<p>MySQL cannot create a new GTID because the server’s integer sequence has reached its maximum value, halting transactions until the server_uuid is changed.</p>
<p>MySQL Error 1775: ER_GNO_EXHAUSTED appears when the GTID integer component is maxed out, blocking new transactions. Fix it by restarting MySQL with a fresh server_uuid or cloning the instance, then resynchronizing replication.</p>
Impossible to generate GTID: the integer component
Error 1775 signals that the signed 64-bit integer used in a server’s GTID sequence has reached its maximum value. MySQL can no longer append a new Global Transaction Identifier, so it refuses every write.
The issue surfaces on very busy replication masters or long-running servers where billions of transactions have consumed the entire integer space tied to the current server_uuid.
No new GTID means all future transactions fail with SQLSTATE HY000. Replication slaves stall and application writes return errors, causing downtime and possible data loss if not handled promptly.
The integer counter inside a GTID grows with each committed transaction. When that counter hits 263-1, it cannot increase further. MySQL therefore throws ER_GNO_EXHAUSTED and stops generating GTIDs.
High-throughput systems, constant binlog activity, stress tests, or forgotten development servers running for years can all exhaust the counter.
The only safe remedy is to assign a brand-new server_uuid so GTID numbering restarts from zero. This requires a planned restart and brief downtime. After restart, reconfigure replication as needed.
An alternate strategy is to clone the instance onto fresh hardware or a new container with a unique server_uuid, then promote it and decommission the exhausted node.
Standalone servers simply need a restart with a regenerated UUID. Primary-replica setups must also reset gtid_purged on replicas to match the new primary’s GTID set before replication resumes.
Multi-source clusters demand coordination: update any topology metadata so routers and orchestrators recognize the new server_uuid.
Enable monitoring on performance_schema.replication_applier_status_by_worker to alert when the GTID integer nears critical thresholds. Plan controlled UUID rotations long before exhaustion.
Use shorter server lifecycles by rebuilding masters periodically instead of letting them run indefinitely. Large cloud fleets often automate this rotation.
Errors 1236 (Could not find first log file) and 1620 (Binlog closed) interrupt replication for different reasons, typically missing or corrupt binlogs. They are fixed by resynchronizing replicas with a fresh snapshot, unlike ER_GNO_EXHAUSTED, which needs a new server_uuid.
Very active OLTP systems can exhaust the GTID integer within years or even months if the workload commits millions of transactions per second.
Dev or staging servers left running for a decade may slowly consume the entire counter even at low TPS.
Accidental circular replication can multiply GTID generation and burn through the sequence rapidly.
Without alerts on GTID exhaustion percentage, administrators miss early warnings and discover the problem only after writes fail.
Occurs when the replica’s replication position references a purged or missing binary log. Fixed by copying fresh backups and resetting the master log file.
Happens when the binary log closes unexpectedly, often after disk issues. Restarting MySQL and re-enabling binlog solves it.
Indicates corruption inside relay logs on a replica. Use CHANGE MASTER TO RELAY_LOG_FILE to skip the bad event or rebuild the replica.
Compare the integer part of the latest GTID in performance_schema.gtid_executed with 9223372036854775807. Alert at 90 percent.
Switching off gtid_mode stops new GTID writes but breaks replication consistency. It is not recommended in production.
RESET MASTER removes the binlog history but keeps the current server_uuid, so the counter is still exhausted. You must assign a new UUID.
Galaxy’s monitoring panel surfaces GTID statistics and alerts engineers when counters approach limits, letting teams schedule proactive maintenance.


• **To do**
Leave every picture out and return the rest of the listing verbatim.

• **Given data**
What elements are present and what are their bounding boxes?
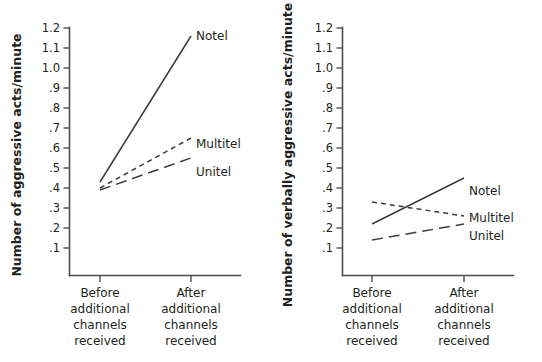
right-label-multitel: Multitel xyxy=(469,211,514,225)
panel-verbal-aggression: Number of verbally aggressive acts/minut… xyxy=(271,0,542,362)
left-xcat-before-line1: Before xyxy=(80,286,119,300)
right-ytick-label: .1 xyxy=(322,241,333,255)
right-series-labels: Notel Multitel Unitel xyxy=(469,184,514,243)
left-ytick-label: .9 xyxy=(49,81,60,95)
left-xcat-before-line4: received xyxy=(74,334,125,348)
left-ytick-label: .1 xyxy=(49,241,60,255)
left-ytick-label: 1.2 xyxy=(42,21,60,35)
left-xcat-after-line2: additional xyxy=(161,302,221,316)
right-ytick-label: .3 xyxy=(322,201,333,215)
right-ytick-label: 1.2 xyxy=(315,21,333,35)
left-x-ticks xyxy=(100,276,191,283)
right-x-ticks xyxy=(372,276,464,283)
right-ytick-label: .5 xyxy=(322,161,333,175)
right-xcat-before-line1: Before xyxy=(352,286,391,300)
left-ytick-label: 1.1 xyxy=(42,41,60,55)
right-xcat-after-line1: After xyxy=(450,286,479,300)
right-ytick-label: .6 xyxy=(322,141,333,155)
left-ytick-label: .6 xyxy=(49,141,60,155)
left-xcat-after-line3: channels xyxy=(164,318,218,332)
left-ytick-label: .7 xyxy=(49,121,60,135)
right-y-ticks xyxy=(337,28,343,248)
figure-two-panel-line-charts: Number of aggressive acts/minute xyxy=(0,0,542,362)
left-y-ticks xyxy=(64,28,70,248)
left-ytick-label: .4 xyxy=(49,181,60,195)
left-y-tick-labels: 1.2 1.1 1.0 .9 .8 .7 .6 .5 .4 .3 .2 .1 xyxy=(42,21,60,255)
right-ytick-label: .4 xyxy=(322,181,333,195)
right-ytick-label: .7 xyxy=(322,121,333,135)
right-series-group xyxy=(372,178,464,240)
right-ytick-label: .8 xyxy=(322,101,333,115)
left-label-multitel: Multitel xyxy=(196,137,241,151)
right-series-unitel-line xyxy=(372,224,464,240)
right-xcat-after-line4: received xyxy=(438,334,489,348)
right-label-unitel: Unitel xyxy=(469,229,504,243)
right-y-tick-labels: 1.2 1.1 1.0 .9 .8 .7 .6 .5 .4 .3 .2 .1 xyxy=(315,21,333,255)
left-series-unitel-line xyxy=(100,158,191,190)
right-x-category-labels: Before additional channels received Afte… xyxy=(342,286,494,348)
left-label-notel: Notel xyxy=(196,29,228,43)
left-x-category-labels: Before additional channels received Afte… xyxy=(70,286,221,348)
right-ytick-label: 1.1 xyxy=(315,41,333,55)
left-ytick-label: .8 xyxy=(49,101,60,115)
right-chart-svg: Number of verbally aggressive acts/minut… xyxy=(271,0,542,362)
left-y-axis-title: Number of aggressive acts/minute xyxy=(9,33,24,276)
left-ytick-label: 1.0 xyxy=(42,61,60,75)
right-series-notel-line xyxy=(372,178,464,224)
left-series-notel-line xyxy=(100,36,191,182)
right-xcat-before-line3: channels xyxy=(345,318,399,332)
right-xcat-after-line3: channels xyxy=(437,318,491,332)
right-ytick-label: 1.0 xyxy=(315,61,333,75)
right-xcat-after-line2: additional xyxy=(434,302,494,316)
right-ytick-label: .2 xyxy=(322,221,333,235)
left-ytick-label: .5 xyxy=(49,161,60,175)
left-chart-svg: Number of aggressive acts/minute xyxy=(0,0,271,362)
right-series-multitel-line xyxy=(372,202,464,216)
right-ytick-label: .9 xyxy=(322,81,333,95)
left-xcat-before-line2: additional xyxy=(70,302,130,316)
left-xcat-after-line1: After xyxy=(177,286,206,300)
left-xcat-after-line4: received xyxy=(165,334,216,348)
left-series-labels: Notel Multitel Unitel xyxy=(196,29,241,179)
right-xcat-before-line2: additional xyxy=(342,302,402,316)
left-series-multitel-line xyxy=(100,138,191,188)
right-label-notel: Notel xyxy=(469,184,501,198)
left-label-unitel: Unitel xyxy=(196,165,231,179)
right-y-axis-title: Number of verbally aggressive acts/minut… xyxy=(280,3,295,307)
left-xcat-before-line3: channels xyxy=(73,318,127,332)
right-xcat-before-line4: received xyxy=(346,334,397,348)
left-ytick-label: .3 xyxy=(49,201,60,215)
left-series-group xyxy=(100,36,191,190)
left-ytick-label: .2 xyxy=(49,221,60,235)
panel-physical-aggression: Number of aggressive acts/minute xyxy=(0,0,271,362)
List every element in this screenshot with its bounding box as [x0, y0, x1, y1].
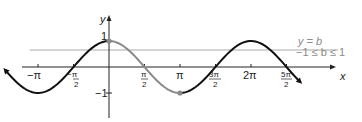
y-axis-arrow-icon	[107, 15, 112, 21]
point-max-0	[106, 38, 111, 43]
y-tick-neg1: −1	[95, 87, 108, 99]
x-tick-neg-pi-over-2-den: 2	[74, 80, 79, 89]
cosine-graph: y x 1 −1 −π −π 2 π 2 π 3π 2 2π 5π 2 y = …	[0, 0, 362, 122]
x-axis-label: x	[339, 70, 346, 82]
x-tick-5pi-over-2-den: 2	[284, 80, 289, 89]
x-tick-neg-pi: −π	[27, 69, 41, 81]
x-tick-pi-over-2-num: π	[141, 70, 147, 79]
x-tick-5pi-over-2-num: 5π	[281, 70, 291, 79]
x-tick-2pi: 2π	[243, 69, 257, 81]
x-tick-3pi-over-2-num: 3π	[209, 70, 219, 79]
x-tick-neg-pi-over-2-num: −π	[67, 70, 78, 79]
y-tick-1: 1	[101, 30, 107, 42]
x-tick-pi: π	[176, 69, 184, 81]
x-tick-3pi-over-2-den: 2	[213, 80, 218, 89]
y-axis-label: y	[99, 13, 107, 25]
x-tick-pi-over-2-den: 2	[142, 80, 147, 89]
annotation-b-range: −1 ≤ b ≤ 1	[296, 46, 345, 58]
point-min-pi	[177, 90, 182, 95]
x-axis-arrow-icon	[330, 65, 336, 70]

• **Answer to the exercise**
What elements are present and what are their bounding boxes?
right-label-multitel: Multitel xyxy=(469,211,514,225)
panel-verbal-aggression: Number of verbally aggressive acts/minut… xyxy=(271,0,542,362)
left-xcat-before-line1: Before xyxy=(80,286,119,300)
right-ytick-label: .1 xyxy=(322,241,333,255)
right-series-labels: Notel Multitel Unitel xyxy=(469,184,514,243)
left-ytick-label: .9 xyxy=(49,81,60,95)
left-xcat-before-line4: received xyxy=(74,334,125,348)
left-ytick-label: .1 xyxy=(49,241,60,255)
left-ytick-label: 1.2 xyxy=(42,21,60,35)
left-xcat-after-line2: additional xyxy=(161,302,221,316)
right-ytick-label: .3 xyxy=(322,201,333,215)
right-ytick-label: 1.2 xyxy=(315,21,333,35)
left-x-ticks xyxy=(100,276,191,283)
right-x-ticks xyxy=(372,276,464,283)
right-ytick-label: .5 xyxy=(322,161,333,175)
right-xcat-before-line1: Before xyxy=(352,286,391,300)
left-ytick-label: 1.1 xyxy=(42,41,60,55)
right-xcat-after-line1: After xyxy=(450,286,479,300)
right-ytick-label: .6 xyxy=(322,141,333,155)
left-ytick-label: .6 xyxy=(49,141,60,155)
left-xcat-after-line3: channels xyxy=(164,318,218,332)
left-ytick-label: .7 xyxy=(49,121,60,135)
right-y-ticks xyxy=(337,28,343,248)
figure-two-panel-line-charts: Number of aggressive acts/minute xyxy=(0,0,542,362)
left-y-ticks xyxy=(64,28,70,248)
left-ytick-label: .4 xyxy=(49,181,60,195)
left-y-tick-labels: 1.2 1.1 1.0 .9 .8 .7 .6 .5 .4 .3 .2 .1 xyxy=(42,21,60,255)
right-ytick-label: .4 xyxy=(322,181,333,195)
right-ytick-label: .7 xyxy=(322,121,333,135)
right-series-group xyxy=(372,178,464,240)
right-ytick-label: .8 xyxy=(322,101,333,115)
left-label-multitel: Multitel xyxy=(196,137,241,151)
right-series-unitel-line xyxy=(372,224,464,240)
right-xcat-after-line4: received xyxy=(438,334,489,348)
right-label-unitel: Unitel xyxy=(469,229,504,243)
right-y-tick-labels: 1.2 1.1 1.0 .9 .8 .7 .6 .5 .4 .3 .2 .1 xyxy=(315,21,333,255)
left-series-unitel-line xyxy=(100,158,191,190)
right-x-category-labels: Before additional channels received Afte… xyxy=(342,286,494,348)
left-label-notel: Notel xyxy=(196,29,228,43)
left-x-category-labels: Before additional channels received Afte… xyxy=(70,286,221,348)
right-ytick-label: 1.1 xyxy=(315,41,333,55)
left-ytick-label: .8 xyxy=(49,101,60,115)
right-chart-svg: Number of verbally aggressive acts/minut… xyxy=(271,0,542,362)
left-y-axis-title: Number of aggressive acts/minute xyxy=(9,33,24,276)
left-ytick-label: 1.0 xyxy=(42,61,60,75)
right-series-notel-line xyxy=(372,178,464,224)
left-series-notel-line xyxy=(100,36,191,182)
right-xcat-before-line3: channels xyxy=(345,318,399,332)
right-xcat-after-line3: channels xyxy=(437,318,491,332)
right-ytick-label: 1.0 xyxy=(315,61,333,75)
right-xcat-after-line2: additional xyxy=(434,302,494,316)
right-ytick-label: .2 xyxy=(322,221,333,235)
left-ytick-label: .5 xyxy=(49,161,60,175)
left-chart-svg: Number of aggressive acts/minute xyxy=(0,0,271,362)
right-series-multitel-line xyxy=(372,202,464,216)
right-ytick-label: .9 xyxy=(322,81,333,95)
left-xcat-before-line2: additional xyxy=(70,302,130,316)
left-xcat-after-line1: After xyxy=(177,286,206,300)
left-xcat-after-line4: received xyxy=(165,334,216,348)
left-series-labels: Notel Multitel Unitel xyxy=(196,29,241,179)
right-xcat-before-line2: additional xyxy=(342,302,402,316)
left-series-multitel-line xyxy=(100,138,191,188)
right-label-notel: Notel xyxy=(469,184,501,198)
left-label-unitel: Unitel xyxy=(196,165,231,179)
right-y-axis-title: Number of verbally aggressive acts/minut… xyxy=(280,3,295,307)
left-xcat-before-line3: channels xyxy=(73,318,127,332)
right-xcat-before-line4: received xyxy=(346,334,397,348)
left-ytick-label: .3 xyxy=(49,201,60,215)
left-series-group xyxy=(100,36,191,190)
left-ytick-label: .2 xyxy=(49,221,60,235)
panel-physical-aggression: Number of aggressive acts/minute xyxy=(0,0,271,362)
List every element in this screenshot with its bounding box as [x0, y0, x1, y1].
y-axis-arrow-icon	[107, 15, 112, 21]
point-max-0	[106, 38, 111, 43]
y-tick-neg1: −1	[95, 87, 108, 99]
x-tick-neg-pi-over-2-den: 2	[74, 80, 79, 89]
cosine-graph: y x 1 −1 −π −π 2 π 2 π 3π 2 2π 5π 2 y = …	[0, 0, 362, 122]
x-axis-label: x	[339, 70, 346, 82]
x-tick-5pi-over-2-den: 2	[284, 80, 289, 89]
x-tick-neg-pi: −π	[27, 69, 41, 81]
x-tick-pi-over-2-num: π	[141, 70, 147, 79]
x-tick-5pi-over-2-num: 5π	[281, 70, 291, 79]
x-tick-2pi: 2π	[243, 69, 257, 81]
x-tick-3pi-over-2-num: 3π	[209, 70, 219, 79]
x-tick-neg-pi-over-2-num: −π	[67, 70, 78, 79]
y-tick-1: 1	[101, 30, 107, 42]
x-tick-pi: π	[176, 69, 184, 81]
x-tick-3pi-over-2-den: 2	[213, 80, 218, 89]
y-axis-label: y	[99, 13, 107, 25]
x-tick-pi-over-2-den: 2	[142, 80, 147, 89]
annotation-b-range: −1 ≤ b ≤ 1	[296, 46, 345, 58]
point-min-pi	[177, 90, 182, 95]
x-axis-arrow-icon	[330, 65, 336, 70]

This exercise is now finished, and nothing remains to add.